Of recent years the Federal government has spent a great deal of money in trying to improve the health, educational and living conditions of aboriginal people, often with limited success. Without trying to understand the complexities of the situation, white Australians who denigrate aboriginals produce the complaint that children often produce to and about their parents, 'It's not fair.' These adults are saying, 'I've been good and the government doesn't reward me. I've paid my taxes and the government gives my money to these lazy aboriginals.'
Then there is the hatred that many heterosexual men have towards homosexual men.
Homophobia has at its core knowing something about ourselves, denying what we know, and projecting what is inside us on to other people whom we then hate. We see in the other person something we hate in ourselves but whose existence we deny. For homophobic men the worm in the bud is their sexual and affectionate interest in other men, not necessarily a predominating interest but something that we all have to some degree in our relationships with members of the same gender. The amount of time men spend with one another, not just in work but in sport and hobbies, and the value they place on being with men all testify to this. Men who have the self-confidence to accept the complexity of their own sexuality know this, but men who lack such self-confidence feel that they must demonstrate to a watching world that they are not homosexual. When they choose to denigrate gays, or attack them they hope that, with every word and blow, they are proving that they are not homosexual.
Exhortations and platitudes urging people to be good achieve little, especially when the causes of our bad behaviour lie in our feelings of inadequacy and our fears of rejection. Only when in our society it becomes acceptable to talk about feelings of inadequacy and fears of rejection can we be brave enough to examine our our thoughts and feelings, and so change. Such massive changes in attitudes have occurred in Australia in the last thirty years. When I was a child in the 1930s the advice given to new parents had only two features - the benefits of a good hiding, and the necessity of never letting a child to forget who is boss. It was not until the 1970s that those attitudes began to be questioned. Now, when I watch the interaction between mothers and their small children in shops and on the beach, I think about how very different my life would have been had my mother been as wise and patient as these young women. Similarly, attitudes to grief and trauma have changed. Prime Minister Curtin might have visited the survivors of a terrible bushfire, but he would have merely shaken the hand of a stony-faced man, whereas we all saw on television Prime Minister Rudd hugging a man while the man, slowly and visibly, wiped away his tears.

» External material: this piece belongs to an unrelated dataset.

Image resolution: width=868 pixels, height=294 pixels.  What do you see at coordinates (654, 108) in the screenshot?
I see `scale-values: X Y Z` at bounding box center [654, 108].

Parents have had to face up to the difficult question of how what they say and do affects their children. An equally difficult question is how our hidden, and often unacknowledged, feelings of inadequacy can burst forth, often in most reprehensible ways, and how the lies we tell ourselves about these feelings can lead to racist and homophobic attitudes and behaviours. What politicians can do about racism and homophobia is to have the courage to start the public discourse about our feelings of inadequacy, and what can follow from such feelings.